It replaced horses as the means to power streetcars.
Electricity soon replaced steam as the source of power for factories. Edison also established the concept of industrial research, and he founded a research laboratory staffed by engineers and technicians in New Jersey.Įdison’s technological achievements were used by other inventors, as evidenced by the development of long-distance electricity transmission, which enabled Edison’s electric light to illuminate buildings, streets, and neighborhoods across the United States. He invented the electric lightbulb, the phonograph, motion pictures, a system for distributing electrical power, and many other technologies powered by electricity. The most famous inventor of the period is Thomas Edison. The effects of technological advances made after Reconstruction forever changed how people lived. The railroads earned money by transporting the settlers west and the goods east. Both farmers and ranchers sold their goods to people they could not easily reach without railroads. Western farmers used the trains to ship their grain east, and western cattle ranchers shipped their steers to eastern butchers. Settlers traveled west on the trains to farm on the fertile soil. The railroad companies contributed to the development of the West by selling low-cost parcels of their western land for farming. Many others died under rock slides and heavy snowfalls before the first transcontinental railroad was completed in 1869. Many Chinese died in the explosive blasts they ignited to clear the path across the railroad companies’ land.
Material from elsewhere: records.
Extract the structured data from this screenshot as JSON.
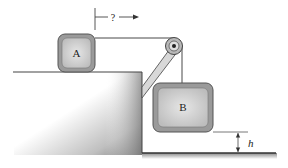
{
  "diagram": {
    "type": "physics-pulley-system",
    "blocks": [
      {
        "id": "A",
        "label": "A",
        "location": "on horizontal table top"
      },
      {
        "id": "B",
        "label": "B",
        "location": "hanging from pulley over floor"
      }
    ],
    "unknown_marker": {
      "label": "?",
      "meaning": "horizontal displacement of block A (arrow pointing right)"
    },
    "height_marker": {
      "label": "h",
      "meaning": "height of block B above the floor"
    },
    "components": [
      "table",
      "strut",
      "pulley",
      "rope",
      "floor"
    ],
    "colors": {
      "block_fill": "#c8c8c8",
      "block_border": "#6e6e6e",
      "line": "#333333",
      "strut_fill": "#d8d8d8"
    }
  }
}
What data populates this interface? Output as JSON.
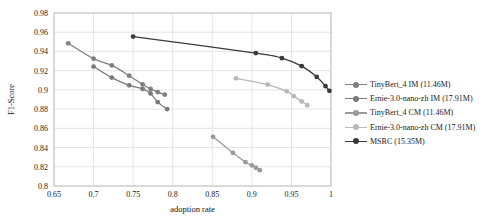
{
  "chart_data": {
    "type": "line",
    "title": "",
    "xlabel": "adoption rate",
    "ylabel": "F1-Score",
    "xlim": [
      0.65,
      1.0
    ],
    "ylim": [
      0.8,
      0.98
    ],
    "xticks": [
      "0.65",
      "0.7",
      "0.75",
      "0.8",
      "0.85",
      "0.9",
      "0.95",
      "1"
    ],
    "xtick_values": [
      0.65,
      0.7,
      0.75,
      0.8,
      0.85,
      0.9,
      0.95,
      1.0
    ],
    "yticks": [
      "0.8",
      "0.82",
      "0.84",
      "0.86",
      "0.88",
      "0.9",
      "0.92",
      "0.94",
      "0.96",
      "0.98"
    ],
    "ytick_values": [
      0.8,
      0.82,
      0.84,
      0.86,
      0.88,
      0.9,
      0.92,
      0.94,
      0.96,
      0.98
    ],
    "grid": true,
    "legend_position": "right",
    "series": [
      {
        "name": "TinyBert_4 IM (11.46M)",
        "color": "#808080",
        "x": [
          0.668,
          0.7,
          0.723,
          0.745,
          0.762,
          0.772,
          0.781,
          0.79
        ],
        "y": [
          0.9485,
          0.9325,
          0.9255,
          0.9148,
          0.9057,
          0.901,
          0.8977,
          0.895
        ]
      },
      {
        "name": "Ernie-3.0-nano-zh IM (17.91M)",
        "color": "#7a7a7a",
        "x": [
          0.7,
          0.723,
          0.745,
          0.762,
          0.772,
          0.781,
          0.793
        ],
        "y": [
          0.9243,
          0.9128,
          0.9047,
          0.901,
          0.8963,
          0.8873,
          0.88
        ]
      },
      {
        "name": "TinyBert_4 CM (11.46M)",
        "color": "#9a9a9a",
        "x": [
          0.851,
          0.876,
          0.892,
          0.9,
          0.905,
          0.91
        ],
        "y": [
          0.8512,
          0.8345,
          0.8248,
          0.8215,
          0.819,
          0.8165
        ]
      },
      {
        "name": "Ernie-3.0-nano-zh CM (17.91M)",
        "color": "#b8b8b8",
        "x": [
          0.88,
          0.92,
          0.944,
          0.953,
          0.963,
          0.97
        ],
        "y": [
          0.912,
          0.9055,
          0.8985,
          0.8935,
          0.888,
          0.884
        ]
      },
      {
        "name": "MSRC (15.35M)",
        "color": "#3a3a3a",
        "x": [
          0.75,
          0.905,
          0.938,
          0.963,
          0.982,
          0.993,
          0.998
        ],
        "y": [
          0.9555,
          0.9383,
          0.933,
          0.9247,
          0.9135,
          0.904,
          0.899
        ]
      }
    ]
  },
  "legend": {
    "items": [
      {
        "label": "TinyBert_4 IM (11.46M)",
        "color": "#808080"
      },
      {
        "label": "Ernie-3.0-nano-zh IM (17.91M)",
        "color": "#7a7a7a"
      },
      {
        "label": "TinyBert_4 CM (11.46M)",
        "color": "#9a9a9a"
      },
      {
        "label": "Ernie-3.0-nano-zh CM (17.91M)",
        "color": "#b8b8b8"
      },
      {
        "label": "MSRC (15.35M)",
        "color": "#3a3a3a"
      }
    ]
  }
}
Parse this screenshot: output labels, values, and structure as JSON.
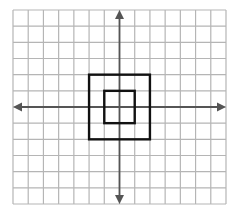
{
  "diagram": {
    "type": "coordinate-grid",
    "grid": {
      "columns": 14,
      "rows": 12,
      "left": 13,
      "top": 10,
      "right": 226,
      "bottom": 204,
      "line_color": "#b5b5b5"
    },
    "axes": {
      "color": "#555555",
      "x_axis_row": 6,
      "y_axis_col": 7,
      "arrows": [
        "left",
        "right",
        "up",
        "down"
      ]
    },
    "shapes": [
      {
        "name": "outer-square",
        "col_from": 5,
        "col_to": 9,
        "row_from": 4,
        "row_to": 8,
        "stroke": "#111111"
      },
      {
        "name": "inner-square",
        "col_from": 6,
        "col_to": 8,
        "row_from": 5,
        "row_to": 7,
        "stroke": "#111111"
      }
    ]
  }
}
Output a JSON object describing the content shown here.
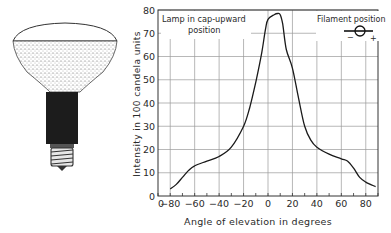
{
  "illustration": {
    "subject": "reflector lamp (bulb with frosted dome, dark neck and screw cap)"
  },
  "chart_data": {
    "type": "line",
    "title": "",
    "xlabel": "Angle of elevation in degrees",
    "ylabel": "Intensity in 100 candela units",
    "xlim": [
      -90,
      90
    ],
    "ylim": [
      0,
      80
    ],
    "x_ticks": [
      -80,
      -60,
      -40,
      -20,
      0,
      20,
      40,
      60,
      80
    ],
    "y_ticks": [
      0,
      10,
      20,
      30,
      40,
      50,
      60,
      70,
      80
    ],
    "x_tick_labels": [
      "0",
      "-80",
      "-60",
      "-40",
      "-20",
      "0",
      "20",
      "40",
      "60",
      "80"
    ],
    "y_tick_labels": [
      "0",
      "10",
      "20",
      "30",
      "40",
      "50",
      "60",
      "70",
      "80"
    ],
    "grid": true,
    "annotations": [
      {
        "text_line1": "Lamp in cap-upward",
        "text_line2": "position",
        "position": "top-left"
      },
      {
        "text": "Filament position",
        "symbol": "circle on horizontal line with - left and + right",
        "position": "top-right"
      }
    ],
    "series": [
      {
        "name": "Intensity",
        "x": [
          -80,
          -75,
          -70,
          -65,
          -60,
          -50,
          -40,
          -30,
          -20,
          -15,
          -10,
          -5,
          -2,
          0,
          5,
          8,
          10,
          12,
          15,
          20,
          25,
          30,
          35,
          40,
          50,
          60,
          65,
          70,
          75,
          80,
          88
        ],
        "values": [
          3,
          5,
          8,
          11,
          13,
          15,
          17,
          21,
          30,
          38,
          49,
          62,
          72,
          76,
          78,
          78.5,
          78,
          74,
          63,
          55,
          42,
          30,
          24,
          21,
          18,
          16,
          15,
          12,
          8,
          6,
          4
        ]
      }
    ]
  },
  "labels": {
    "annotation_left_line1": "Lamp in cap-upward",
    "annotation_left_line2": "position",
    "annotation_right": "Filament position",
    "filament_minus": "−",
    "filament_plus": "+",
    "xlabel": "Angle of elevation in degrees",
    "ylabel": "Intensity in 100 candela units"
  }
}
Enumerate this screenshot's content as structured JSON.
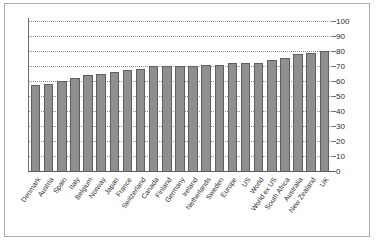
{
  "chart_data": {
    "type": "bar",
    "title": "",
    "subtitle": "",
    "xlabel": "",
    "ylabel": "",
    "ylim": [
      0,
      100
    ],
    "yticks": [
      0,
      10,
      20,
      30,
      40,
      50,
      60,
      70,
      80,
      90,
      100
    ],
    "grid": true,
    "legend": false,
    "legend_position": "none",
    "bar_color": "#8f8f8f",
    "bar_border_color": "#5f5f5f",
    "gridline_color": "#8d8d8d",
    "axis_color": "#6e6e6e",
    "y_axis_side": "right",
    "categories": [
      "Denmark",
      "Austria",
      "Spain",
      "Italy",
      "Belgium",
      "Norway",
      "Japan",
      "France",
      "Switzerland",
      "Canada",
      "Finland",
      "Germany",
      "Ireland",
      "Netherlands",
      "Sweden",
      "Europe",
      "US",
      "World",
      "World ex US",
      "South Africa",
      "Australia",
      "New Zealand",
      "UK"
    ],
    "values": [
      58,
      59,
      61,
      62.5,
      65,
      65.5,
      67,
      68,
      68.5,
      71,
      71,
      70.5,
      70.5,
      71.5,
      71.5,
      72.5,
      73,
      73,
      74.5,
      76,
      79,
      79.5,
      80.5
    ]
  }
}
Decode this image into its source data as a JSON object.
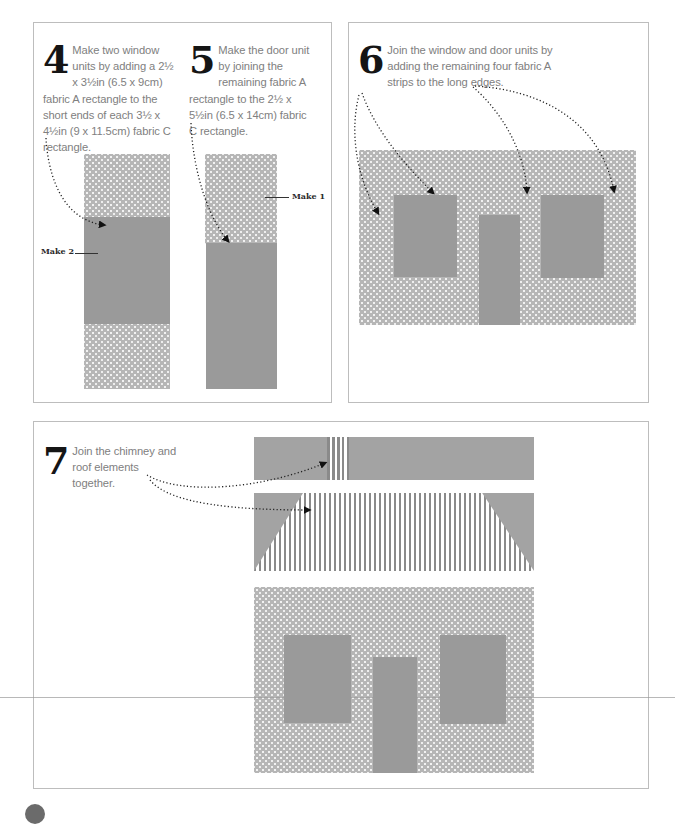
{
  "steps": [
    {
      "number": "4",
      "text": "Make two window units by adding a 2½ x 3½in (6.5 x 9cm) fabric A rectangle to the short ends of each 3½ x 4½in (9 x 11.5cm) fabric C rectangle.",
      "label": "Make 2"
    },
    {
      "number": "5",
      "text": "Make the door unit by joining the remaining fabric A rectangle to the 2½ x 5½in (6.5 x 14cm) fabric C rectangle.",
      "label": "Make 1"
    },
    {
      "number": "6",
      "text": "Join the window and door units by adding the remaining four fabric A strips to the long edges."
    },
    {
      "number": "7",
      "text": "Join the chimney and roof elements together."
    }
  ],
  "colors": {
    "fabric_a_dots": "#b6b6b6",
    "fabric_c_solid": "#9a9a9a",
    "stripe_dark": "#8a8a8a",
    "panel_border": "#bdbdbd",
    "step_number": "#151515",
    "body_text": "#808080"
  }
}
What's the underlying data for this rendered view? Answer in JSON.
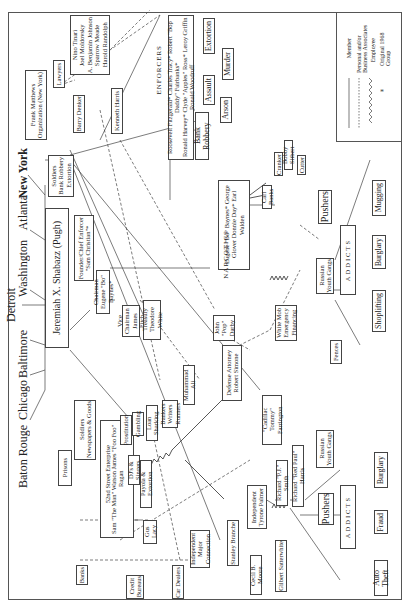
{
  "diagram": {
    "orientation": "rotated-90-ccw",
    "cities": [
      "Baton Rouge",
      "Chicago",
      "Baltimore",
      "Detroit",
      "Washington",
      "Atlanta",
      "New York"
    ],
    "leader": {
      "name": "Jeremiah X. Shabazz (Pugh)",
      "small_top": "Advisors",
      "small_bottom": "Advisors"
    },
    "prisons": "Prisons",
    "soldiers_news": "Soldiers\nNewspapers & Goods",
    "soldiers_bank": "Soldiers\nBank Robbery\nExtortion",
    "founder": "Founder/Chief Enforcer\n\"Sam Christian\"*",
    "chairman": "Chairman\nEugene \"Bo\" Baynes*",
    "vice_chairman": "Vice Chairman\nJames Fitch",
    "treasury": "Treasury\nTheodore White",
    "muhammad_ali": "Muhammad Ali",
    "defense_attorney": "Defense Attorney\nRobert Simone",
    "john_pop": "John\n\"Pop\"\nDarby",
    "cadillac": "\"Cadillac Tommy\"\nFarrington",
    "white_mob": "White Mob\nEmergency\nFinancing",
    "fences": "Fences",
    "frank_matthews": "Frank Matthews\nOrganization (New York)",
    "lawyers": "Lawyers",
    "barry_denker": "Barry Denker",
    "kenneth_harris": "Kenneth Harris",
    "lawyer_names": "Nino Tinari\nJoel Moldovsky\nA. Benjamin Johnson\nSparrow Meade\nHarold Randolph",
    "enforcers": {
      "title": "ENFORCERS",
      "members": "Roosevelt Fitzgerald*  Charles Tracy*  Robert \"Bop Daddy\" Fairbanks*\nRonald Harvey*  Clyde \"Apples\" Ross*  Leroy Griffin  Ronald Woodruff"
    },
    "enforcer_crimes": [
      "Bank Robbery",
      "Arson",
      "Assault",
      "Murder",
      "Extortion"
    ],
    "narcotics": {
      "title": "NARCOTICS",
      "members": "Eugene \"Bo\" Baynes*   George Glover   Donnie Day*   Earl Walden"
    },
    "carl_banks": "Carl Banks",
    "carl_associates": [
      "Cranker",
      "Bobby Sitbert",
      "Cutter"
    ],
    "pushers_top": "Pushers",
    "russian_top": "Russian\nYouth Gangs",
    "addicts_top": "ADDICTS",
    "addict_crimes_top": [
      "Shoplifting",
      "Burglary",
      "Mugging"
    ],
    "street_enterprise": {
      "title": "52nd Street Enterprise",
      "members": "Sam \"The Man\" Watson   James \"Foo Foo\" Ragan"
    },
    "prostitution": "Prostitution",
    "gambling": "Gambling",
    "loan_sharking": "Loan Sharking",
    "loan_sharks": "Bankers\nWriters\nRunners",
    "djs": "DJ's & Singers",
    "payola": "Payola & Extortion",
    "gus_lacy": "Gus Lacy",
    "independent_major": "Independent\nMajor Connection",
    "banks": "Banks",
    "credit_bureaus": "Credit\nBureaus",
    "car_dealers": "Car Dealers",
    "stanley_branche": "Stanley Branche",
    "cecil_moore": "Cecil B. Moore",
    "gilbert": "Gilbert Satterwhite",
    "independent_tyrone": "Independent\nTyrone Palmer",
    "richard_smith": "Richard \"P.J.\" Smith",
    "richard_harris": "Richard \"Red Paul\" Harris",
    "pushers_bottom": "Pushers",
    "russian_bottom": "Russian\nYouth Gangs",
    "addicts_bottom": "ADDICTS",
    "addict_crimes_bottom": [
      "Auto Theft",
      "Fraud",
      "Burglary"
    ]
  },
  "legend": {
    "items": [
      {
        "style": "solid",
        "label": "Member"
      },
      {
        "style": "dotted",
        "label": "Personal and/or Business Associates"
      },
      {
        "style": "zigzag",
        "label": "Employee"
      },
      {
        "style": "asterisk",
        "label": "Original 1968 Group"
      }
    ]
  }
}
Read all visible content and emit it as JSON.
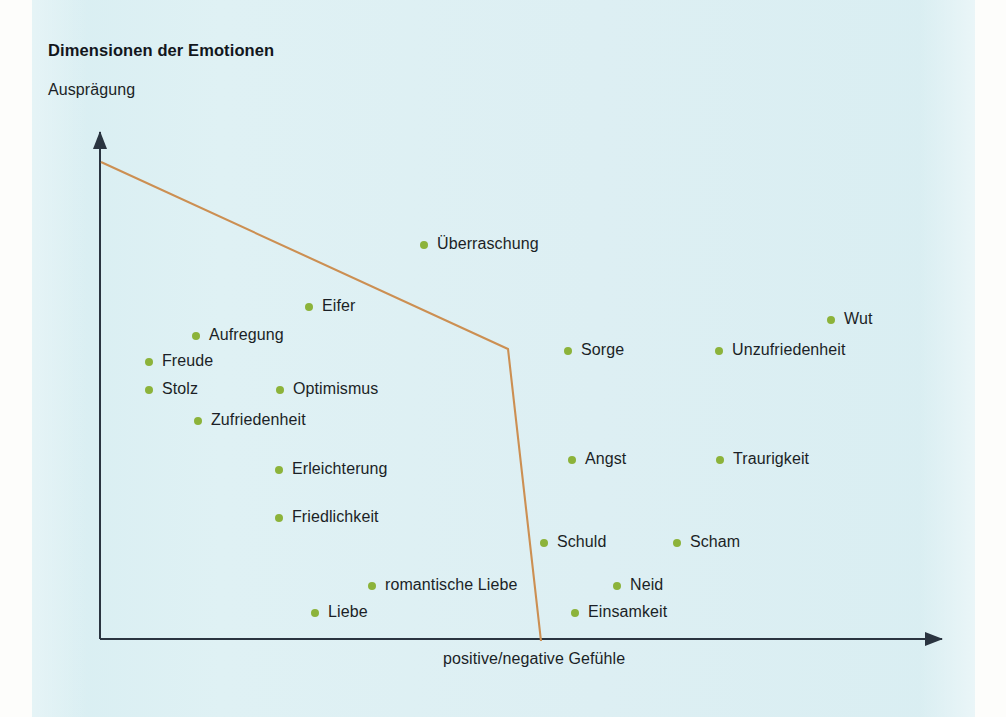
{
  "chart_data": {
    "type": "scatter",
    "title": "Dimensionen der Emotionen",
    "xlabel": "positive/negative Gefühle",
    "ylabel": "Ausprägung",
    "grid": false,
    "legend": null,
    "xlim": [
      0,
      100
    ],
    "ylim": [
      0,
      100
    ],
    "axes": {
      "origin": [
        100,
        639
      ],
      "x_arrow_tip": [
        950,
        639
      ],
      "y_arrow_tip": [
        100,
        125
      ],
      "color": "#2a3440"
    },
    "boundary_line": {
      "name": "emotion-boundary-line",
      "color": "#cc8f52",
      "points": [
        [
          101,
          162
        ],
        [
          508,
          349
        ],
        [
          541,
          641
        ]
      ]
    },
    "point_color": "#8cb33a",
    "points": [
      {
        "label": "Überraschung",
        "x": 420,
        "y": 245
      },
      {
        "label": "Eifer",
        "x": 305,
        "y": 307
      },
      {
        "label": "Wut",
        "x": 827,
        "y": 320
      },
      {
        "label": "Aufregung",
        "x": 192,
        "y": 336
      },
      {
        "label": "Sorge",
        "x": 564,
        "y": 351
      },
      {
        "label": "Unzufriedenheit",
        "x": 715,
        "y": 351
      },
      {
        "label": "Freude",
        "x": 145,
        "y": 362
      },
      {
        "label": "Stolz",
        "x": 145,
        "y": 390
      },
      {
        "label": "Optimismus",
        "x": 276,
        "y": 390
      },
      {
        "label": "Zufriedenheit",
        "x": 194,
        "y": 421
      },
      {
        "label": "Angst",
        "x": 568,
        "y": 460
      },
      {
        "label": "Traurigkeit",
        "x": 716,
        "y": 460
      },
      {
        "label": "Erleichterung",
        "x": 275,
        "y": 470
      },
      {
        "label": "Friedlichkeit",
        "x": 275,
        "y": 518
      },
      {
        "label": "Schuld",
        "x": 540,
        "y": 543
      },
      {
        "label": "Scham",
        "x": 673,
        "y": 543
      },
      {
        "label": "romantische Liebe",
        "x": 368,
        "y": 586
      },
      {
        "label": "Neid",
        "x": 613,
        "y": 586
      },
      {
        "label": "Liebe",
        "x": 311,
        "y": 613
      },
      {
        "label": "Einsamkeit",
        "x": 571,
        "y": 613
      }
    ]
  },
  "page": {
    "background_color": "#ddf0f3",
    "paper_color": "#fdfdfb"
  }
}
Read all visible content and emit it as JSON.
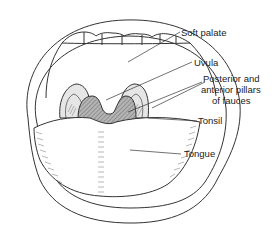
{
  "diagram": {
    "type": "anatomical-illustration",
    "labels": [
      {
        "id": "soft-palate",
        "text": "Soft palate"
      },
      {
        "id": "uvula",
        "text": "Uvula"
      },
      {
        "id": "pillars-line1",
        "text": "Posterior and"
      },
      {
        "id": "pillars-line2",
        "text": "anterior pillars"
      },
      {
        "id": "pillars-line3",
        "text": "of fauces"
      },
      {
        "id": "tonsil",
        "text": "Tonsil"
      },
      {
        "id": "tongue",
        "text": "Tongue"
      }
    ],
    "colors": {
      "line": "#333333",
      "uvula_fill": "#9a9a9a",
      "tonsil_fill": "#e2e2e2",
      "background": "#ffffff"
    }
  }
}
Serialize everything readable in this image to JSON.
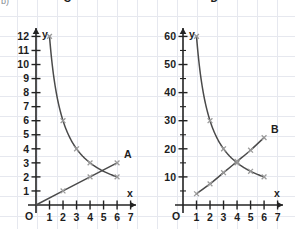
{
  "corner_note": "b)",
  "colors": {
    "axis": "#232323",
    "curve": "#4a4a4a",
    "marker": "#9a9a9a",
    "grid": "#e6e8ef",
    "background": "#ffffff"
  },
  "chart_data": [
    {
      "type": "line",
      "id": "left-chart",
      "title": "",
      "xlabel": "x",
      "ylabel": "y",
      "xlim": [
        0,
        7.4
      ],
      "ylim": [
        0,
        12.6
      ],
      "grid": true,
      "legend": "inline-curve-labels",
      "origin_label": "O",
      "xticks": [
        1,
        2,
        3,
        4,
        5,
        6,
        7
      ],
      "yticks": [
        1,
        2,
        3,
        4,
        5,
        6,
        7,
        8,
        9,
        10,
        11,
        12
      ],
      "xtick_labels": [
        "1",
        "2",
        "3",
        "4",
        "5",
        "6",
        "7"
      ],
      "ytick_labels": [
        "1",
        "2",
        "3",
        "4",
        "5",
        "6",
        "7",
        "8",
        "9",
        "10",
        "11",
        "12"
      ],
      "series": [
        {
          "name": "C",
          "label": "C",
          "kind": "hyperbola",
          "relation": "y = 12 / x",
          "x": [
            1,
            2,
            3,
            4,
            6
          ],
          "values": [
            12,
            6,
            4,
            3,
            2
          ],
          "markers": true
        },
        {
          "name": "A",
          "label": "A",
          "kind": "straight-line",
          "relation": "y = x / 2",
          "x": [
            0,
            2,
            4,
            6
          ],
          "values": [
            0,
            1,
            2,
            3
          ],
          "markers": true
        }
      ]
    },
    {
      "type": "line",
      "id": "right-chart",
      "title": "",
      "xlabel": "x",
      "ylabel": "y",
      "xlim": [
        0,
        7.4
      ],
      "ylim": [
        0,
        63
      ],
      "grid": true,
      "legend": "inline-curve-labels",
      "origin_label": "O",
      "xticks": [
        1,
        2,
        3,
        4,
        5,
        6,
        7
      ],
      "yticks": [
        10,
        20,
        30,
        40,
        50,
        60
      ],
      "yticks_minor": [
        5,
        15,
        25,
        35,
        45,
        55
      ],
      "xtick_labels": [
        "1",
        "2",
        "3",
        "4",
        "5",
        "6",
        "7"
      ],
      "ytick_labels": [
        "10",
        "20",
        "30",
        "40",
        "50",
        "60"
      ],
      "series": [
        {
          "name": "D",
          "label": "D",
          "kind": "hyperbola",
          "relation": "y = 60 / x",
          "x": [
            1,
            2,
            3,
            4,
            5,
            6
          ],
          "values": [
            60,
            30,
            20,
            15,
            12,
            10
          ],
          "markers": true
        },
        {
          "name": "B",
          "label": "B",
          "kind": "increasing-curve",
          "x": [
            1,
            2,
            3,
            4,
            5,
            6
          ],
          "values": [
            4,
            7.5,
            11.5,
            15.5,
            19.5,
            24
          ],
          "markers": true
        }
      ]
    }
  ]
}
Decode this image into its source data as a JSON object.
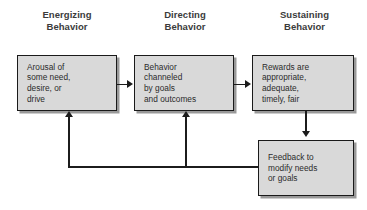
{
  "diagram": {
    "colors": {
      "box_fill": "#d9d9d9",
      "box_border": "#1a1a1a",
      "heading_text": "#3b3b3b",
      "body_text": "#2b2b2b",
      "connector": "#1c1c1c",
      "background": "#ffffff"
    },
    "headings": [
      {
        "id": "energizing",
        "label": "Energizing\nBehavior"
      },
      {
        "id": "directing",
        "label": "Directing\nBehavior"
      },
      {
        "id": "sustaining",
        "label": "Sustaining\nBehavior"
      }
    ],
    "boxes": [
      {
        "id": "arousal",
        "text": "Arousal of\nsome need,\ndesire, or\ndrive"
      },
      {
        "id": "behavior",
        "text": "Behavior\nchanneled\nby goals\nand outcomes"
      },
      {
        "id": "rewards",
        "text": "Rewards are\nappropriate,\nadequate,\ntimely, fair"
      },
      {
        "id": "feedback",
        "text": "Feedback to\nmodify needs\nor goals"
      }
    ],
    "connectors": [
      {
        "id": "arousal-to-behavior",
        "from": "arousal",
        "to": "behavior",
        "direction": "right"
      },
      {
        "id": "behavior-to-rewards",
        "from": "behavior",
        "to": "rewards",
        "direction": "right"
      },
      {
        "id": "rewards-to-feedback",
        "from": "rewards",
        "to": "feedback",
        "direction": "down"
      },
      {
        "id": "feedback-rail",
        "from": "feedback",
        "to": "rail",
        "direction": "left"
      },
      {
        "id": "rail-to-arousal",
        "from": "rail",
        "to": "arousal",
        "direction": "up"
      },
      {
        "id": "rail-to-behavior",
        "from": "rail",
        "to": "behavior",
        "direction": "up"
      }
    ]
  }
}
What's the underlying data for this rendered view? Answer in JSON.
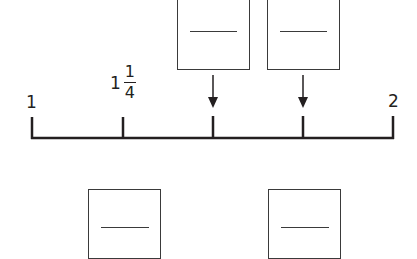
{
  "number_line": {
    "start_label": "1",
    "end_label": "2",
    "labeled_tick": {
      "whole": "1",
      "numerator": "1",
      "denominator": "4"
    },
    "tick_count": 5,
    "color": "#231f20"
  },
  "answer_boxes": {
    "top": [
      {
        "id": "box-top-1",
        "points_to_tick": 3
      },
      {
        "id": "box-top-2",
        "points_to_tick": 4
      }
    ],
    "bottom": [
      {
        "id": "box-bottom-1"
      },
      {
        "id": "box-bottom-2"
      }
    ]
  }
}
These Asian immigrants accepted lower pay than other laborers demanded. To complete this heavy work, the owners relied mainly on Chinese labor. The federal government granted vast areas of western land to railroad owners so they would lay train track connecting the eastern and western states. They often used this wealth to dominate and control many aspects of American cultural and political life, and as a consequence of these practices, by the beginning of the 20th century big business became the target of government reform movements at the state and national levels. These big businesses acquired enormous financial wealth. The rapid rise of the steel and railroad industries between the end of the Civil War and the early 1900s spurred the growth of other big businesses, especially in the oil, financial, and manufacturing sectors of the economy. These low-cost methods enabled more industries to afford the steel companies’ products. To supply their biggest customers, steel producers developed cheap, efficient methods for the mass production of steel rails. In turn, the railroads had a great impact on the steel industry. The railroads were the biggest customers for the steel industry because thousands of miles of steel track were laid. The growth of American railroads helped expand the industries that supplied the railroad companies’ need for steel rails laid on wood ties, iron locomotives burning huge quantities of coal, wooden freight cars, and passenger cars with fabric-covered seats and glass windows.